Oil on troubled waters?

By Hanna Ucko, Global Conflicts Analyst; Coordinator, Armed Conflict Database

Strange news from Somalia, where they are drilling for oil. Some optimists believe that the conflict-ridden nation could be sitting on 3bn-4bn barrels, and Somali politicians say they hope that this can bring greater stability and development. But that may be a tall order for a country with no functioning central government for 20 years.

At least 362,000 people have died during this period, and the weak Transitional Federal Government (TFG) and its African Union peacekeeping allies remain embroiled in an all-out conflict with the Islamist group al-Shabaab. Ethiopia – again – and Kenya – for the first time – have both also recently sent troops into Somalia. Decades of such fighting has greatly damaged the country’s infrastructure as well as its stability.

Nevertheless, Horn Petroleum, a subsidiary of Canadian-owned Africa Oil, has begun drilling in the Dharoor and Nugaal valleys in the semi-autonomous province of Puntland, whose government negotiated the deal. There are tensions between the two semi-autonomous provinces of Puntland and Somaliland, as well as with the rest of Somalia. Any discovery of oil could exacerbate these, as the various clans, traditional authorities, local, provincial and national governments scramble to access the potential revenue.

Somalia’s Prime Minister Abdiweli Mohammed Ali has already warned companies against making deals with the semi-autonomous governments, although Puntland’s president has offeredto distribute oil wealth to benefit all Somalis once a constitutional settlement with the TFG is reached. (A Somali Federal Constitution is due to be adopted by April 2012).

Even if these tensions are resolved, oil production and distribution may still be threatened by local opposition and attacks by criminal groups and pirates. An attack by gunmen on a convoy carrying Africa Oil executives and Puntland officials last July was reportedly motivated by local anger at foreign exploitation of the region’s resources. Sabotage by groups opposed to the foreign exploitation of oil has been a serious long-term problem in Nigeria, Africa’s largest oil producer. A similar scenario could be easily imagined in Somalia where law enforcement is weak.

Transport of extracted oil could also be threatened by rampant piracy in the waters off Somalia, which the International Maritime Bureau calls the most dangerous in the world. Many pirates are based in Puntland, too. Any oil discovery may only increase piracy and strengthen the non-state armed groups behind it. This could have wider repercussions, as one-third of Europe’s oil supplies travel through the Gulf of Aden.

The famine across East Africa has elicited much international attention recently, and UK Prime Minister David Cameron has announced a conference on Somalia in a few weeks, just about the same time as more oil exploration – this time in Somaliland– is due to start.

The head of Puntland’s Petroleum and Minerals Agency, discussing the oil exploration in his region recently said: ‘Before any barrel of oil comes out we will have a policy that will benefit our own people and will not be detrimental to us.’ But in Somalia good intentions like this may be difficult to see through.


**Instructions for the task:** Leaving out every picture, please repeat exactly the line that contains "Image resolution: width=721" and each line after it through the final line below.

···

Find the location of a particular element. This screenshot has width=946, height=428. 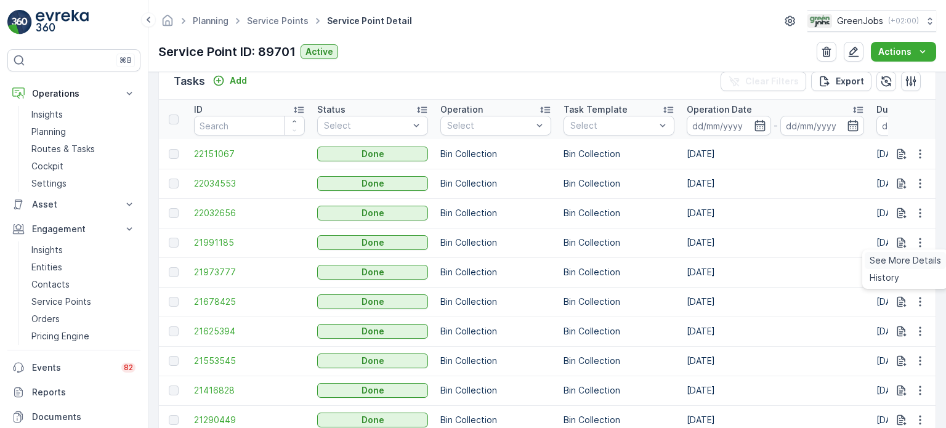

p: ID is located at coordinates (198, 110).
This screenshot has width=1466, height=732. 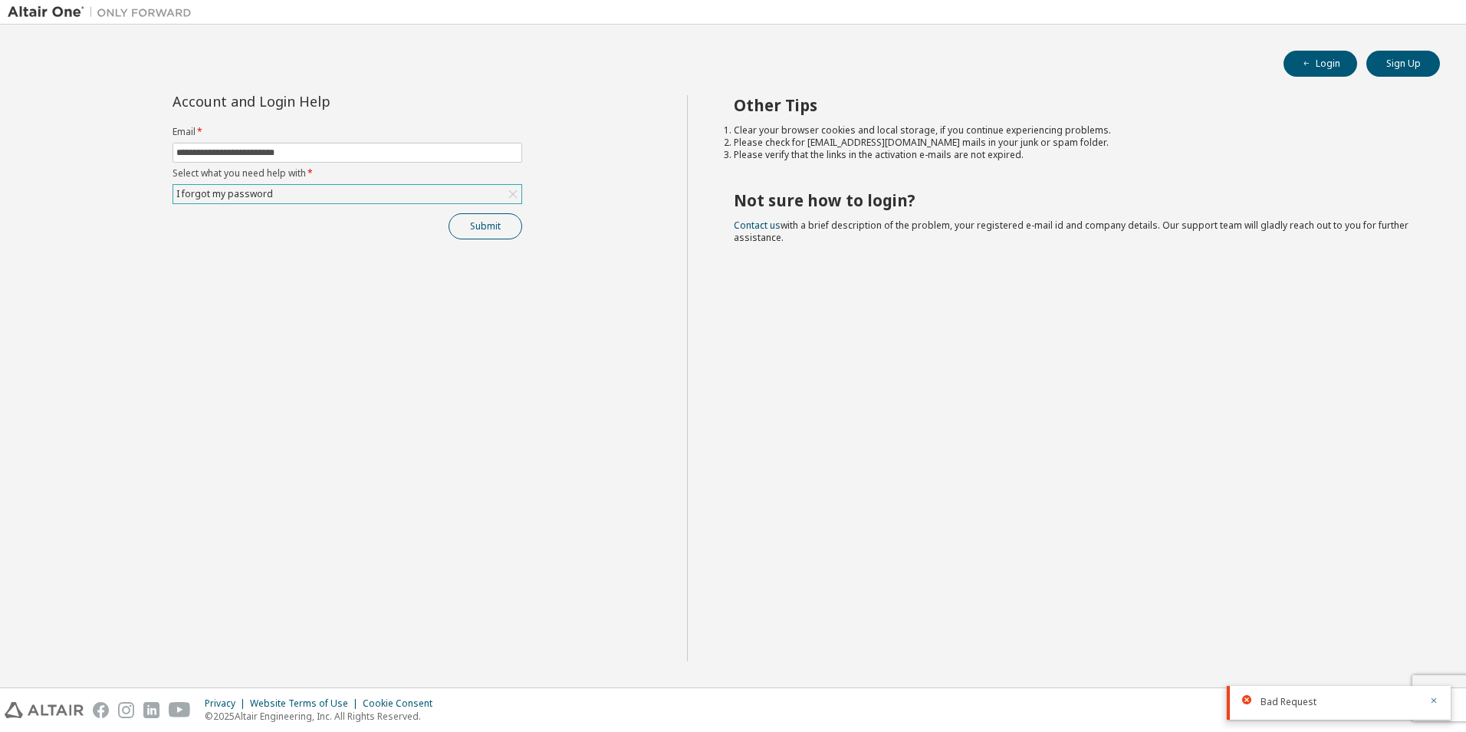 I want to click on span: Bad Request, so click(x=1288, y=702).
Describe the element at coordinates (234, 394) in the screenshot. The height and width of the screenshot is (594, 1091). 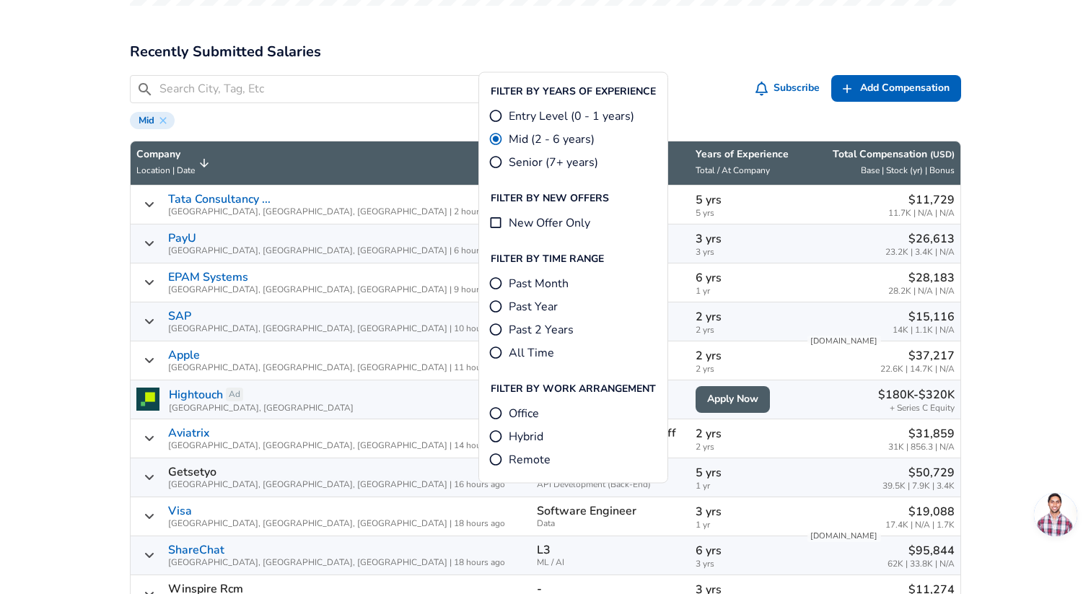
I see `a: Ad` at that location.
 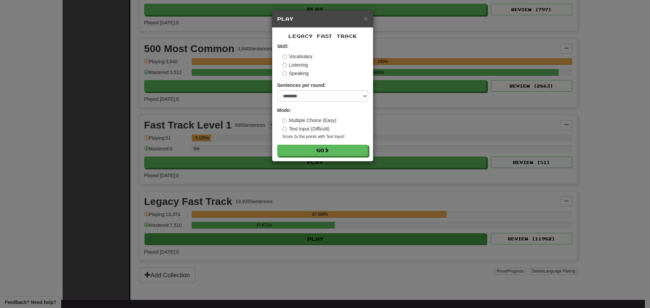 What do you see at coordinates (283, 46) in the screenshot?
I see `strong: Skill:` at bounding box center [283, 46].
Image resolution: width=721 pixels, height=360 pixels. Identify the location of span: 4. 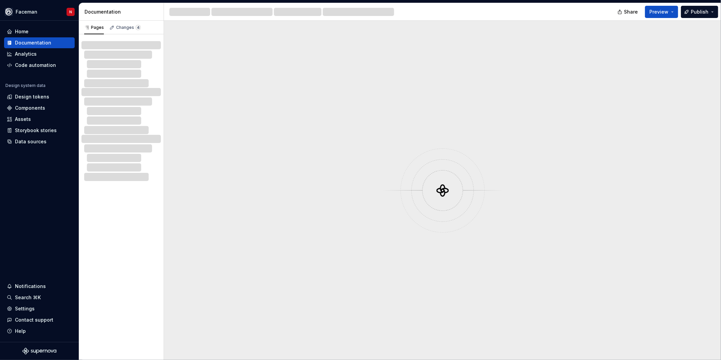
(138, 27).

···

**Answer to the problem:**
Image resolution: width=721 pixels, height=360 pixels. Identify the location of span: 4. 
(138, 27).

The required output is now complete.